IDEAS home Printed from https://ideas.repec.org/a/nat/natcom/v12y2021i1d10.1038_s41467-021-24439-4.html
   My bibliography  Save this article

Orbital forcing of ice sheets during snowball Earth

Author

Listed:
  • Ross N. Mitchell

    (Chinese Academy of Sciences,
    Curtin University)

  • Thomas M. Gernon

    (University of Southampton)

  • Grant M. Cox

    (Curtin University)

  • Adam R. Nordsvan

    (Curtin University
    University of Hong Kong)

  • Uwe Kirscher

    (Curtin University
    Eberhard Karls University Tübingen)

  • Chuang Xuan

    (University of Southampton)

  • Yebo Liu

    (Curtin University)

  • Xu Liu

    (Chinese Academy of Sciences,)

  • Xiaofang He

    (China University of Mining and Technology (Beijing))

Abstract

The snowball Earth hypothesis—that a runaway ice-albedo feedback can cause global glaciation—seeks to explain low-latitude glacial deposits, as well as geological anomalies including the re-emergence of banded iron formation and “cap” carbonates. One of the most significant challenges to snowball Earth has been sedimentological cyclicity that has been taken to imply more climate dynamics than expected when the ocean is completely covered in ice. However, recent climate models suggest that as atmospheric CO2 accumulates, the snowball climate system becomes sensitive to orbital forcing. Here we show the presence of nearly all Milankovitch (orbital) cycles preserved in stratified banded iron formation deposited during the Sturtian snowball Earth. These results provide evidence for orbitally forced cyclicity of global ice sheets that resulted in periodic oxidation of ferrous iron. Orbital glacial advance and retreat cycles provide a simple mechanism to reconcile both the sedimentary dynamics and the enigmatic survival of multicellular life during snowball Earth.

Suggested Citation

  • Ross N. Mitchell & Thomas M. Gernon & Grant M. Cox & Adam R. Nordsvan & Uwe Kirscher & Chuang Xuan & Yebo Liu & Xu Liu & Xiaofang He, 2021. "Orbital forcing of ice sheets during snowball Earth," Nature Communications, Nature, vol. 12(1), pages 1-9, December.
  • Handle: RePEc:nat:natcom:v:12:y:2021:i:1:d:10.1038_s41467-021-24439-4
    DOI: 10.1038/s41467-021-24439-4
    as

    Download full text from publisher

    File URL: https://www.nature.com/articles/s41467-021-24439-4
    File Function: Abstract
    Download Restriction: no

    File URL: https://libkey.io/10.1038/s41467-021-24439-4?utm_source=ideas
    LibKey link: if access is restricted and if your library uses this service, LibKey will redirect you to where you can use your library subscription to access this item
    ---><---

    Citations

    Citations are extracted by the CitEc Project, subscribe to its RSS feed for this item.
    as


    Cited by:

    1. Trent B. Thomas & David C. Catling, 2024. "Three-stage formation of cap carbonates after Marinoan snowball glaciation consistent with depositional timescales and geochemistry," Nature Communications, Nature, vol. 15(1), pages 1-15, December.

    More about this item

    Statistics

    Access and download statistics

    Corrections

    All material on this site has been provided by the respective publishers and authors. You can help correct errors and omissions. When requesting a correction, please mention this item's handle: RePEc:nat:natcom:v:12:y:2021:i:1:d:10.1038_s41467-021-24439-4. See general information about how to correct material in RePEc.

    If you have authored this item and are not yet registered with RePEc, we encourage you to do it here. This allows to link your profile to this item. It also allows you to accept potential citations to this item that we are uncertain about.

    We have no bibliographic references for this item. You can help adding them by using this form .

    If you know of missing items citing this one, you can help us creating those links by adding the relevant references in the same way as above, for each refering item. If you are a registered author of this item, you may also want to check the "citations" tab in your RePEc Author Service profile, as there may be some citations waiting for confirmation.

    For technical questions regarding this item, or to correct its authors, title, abstract, bibliographic or download information, contact: Sonal Shukla or Springer Nature Abstracting and Indexing (email available below). General contact details of provider: http://www.nature.com .

    Please note that corrections may take a couple of weeks to filter through the various RePEc services.

    IDEAS is a RePEc service. RePEc uses bibliographic data supplied by the respective publishers.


:: WORK INSTRUCTIONS ::
Report all lines from the entries below in which "image" appears.

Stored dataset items

============================================================

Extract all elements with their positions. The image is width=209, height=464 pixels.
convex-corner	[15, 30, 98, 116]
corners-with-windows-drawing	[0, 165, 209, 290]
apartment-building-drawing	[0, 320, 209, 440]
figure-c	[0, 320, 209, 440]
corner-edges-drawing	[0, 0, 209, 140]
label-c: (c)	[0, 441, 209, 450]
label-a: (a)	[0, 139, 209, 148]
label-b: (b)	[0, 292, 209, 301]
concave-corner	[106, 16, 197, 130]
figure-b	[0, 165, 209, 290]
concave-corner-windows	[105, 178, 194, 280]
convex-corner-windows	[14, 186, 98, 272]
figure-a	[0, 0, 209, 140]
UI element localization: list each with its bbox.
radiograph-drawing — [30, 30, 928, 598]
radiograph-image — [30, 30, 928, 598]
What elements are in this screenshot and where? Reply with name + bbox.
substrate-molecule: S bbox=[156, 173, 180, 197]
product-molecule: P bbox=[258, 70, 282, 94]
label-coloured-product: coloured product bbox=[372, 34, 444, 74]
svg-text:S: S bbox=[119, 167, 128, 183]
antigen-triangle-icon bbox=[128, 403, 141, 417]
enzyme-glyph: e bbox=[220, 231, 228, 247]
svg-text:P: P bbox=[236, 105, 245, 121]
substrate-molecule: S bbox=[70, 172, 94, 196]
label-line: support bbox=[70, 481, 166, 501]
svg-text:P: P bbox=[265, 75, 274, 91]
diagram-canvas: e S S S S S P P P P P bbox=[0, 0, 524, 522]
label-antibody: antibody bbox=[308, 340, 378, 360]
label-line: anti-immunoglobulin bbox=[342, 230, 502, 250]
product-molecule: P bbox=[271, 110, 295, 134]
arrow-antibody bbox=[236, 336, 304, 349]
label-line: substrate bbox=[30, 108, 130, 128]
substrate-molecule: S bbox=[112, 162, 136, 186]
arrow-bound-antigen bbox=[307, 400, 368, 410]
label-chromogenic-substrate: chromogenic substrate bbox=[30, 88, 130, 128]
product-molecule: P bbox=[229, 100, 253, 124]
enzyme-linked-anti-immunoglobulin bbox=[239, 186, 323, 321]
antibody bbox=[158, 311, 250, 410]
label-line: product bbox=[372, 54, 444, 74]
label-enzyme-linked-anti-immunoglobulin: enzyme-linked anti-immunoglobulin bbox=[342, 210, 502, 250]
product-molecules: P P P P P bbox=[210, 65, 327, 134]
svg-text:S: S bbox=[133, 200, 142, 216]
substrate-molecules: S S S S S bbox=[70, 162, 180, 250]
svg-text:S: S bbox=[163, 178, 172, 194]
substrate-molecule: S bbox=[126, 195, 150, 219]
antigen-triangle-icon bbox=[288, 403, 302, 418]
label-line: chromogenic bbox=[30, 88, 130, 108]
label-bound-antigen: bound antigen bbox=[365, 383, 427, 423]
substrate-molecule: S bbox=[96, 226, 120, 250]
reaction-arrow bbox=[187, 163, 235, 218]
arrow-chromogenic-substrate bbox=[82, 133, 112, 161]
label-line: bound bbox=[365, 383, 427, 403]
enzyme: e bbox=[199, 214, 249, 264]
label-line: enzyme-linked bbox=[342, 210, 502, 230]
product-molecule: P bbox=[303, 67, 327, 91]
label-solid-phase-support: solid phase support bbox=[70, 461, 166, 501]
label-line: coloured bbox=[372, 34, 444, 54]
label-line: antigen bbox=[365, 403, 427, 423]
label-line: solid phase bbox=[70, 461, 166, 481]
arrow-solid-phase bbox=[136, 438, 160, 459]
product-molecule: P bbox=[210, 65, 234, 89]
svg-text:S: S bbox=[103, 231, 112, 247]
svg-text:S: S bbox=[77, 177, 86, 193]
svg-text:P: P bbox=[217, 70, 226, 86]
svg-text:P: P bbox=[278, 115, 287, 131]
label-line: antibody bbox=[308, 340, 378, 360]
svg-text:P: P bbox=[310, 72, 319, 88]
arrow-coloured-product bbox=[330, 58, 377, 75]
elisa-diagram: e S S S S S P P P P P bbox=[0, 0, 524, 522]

============================================================

:: ANSWER TO THIS PROBLEM ::
Extract all elements with their positions. The image is width=209, height=464 pixels.
radiograph-image — [30, 30, 928, 598]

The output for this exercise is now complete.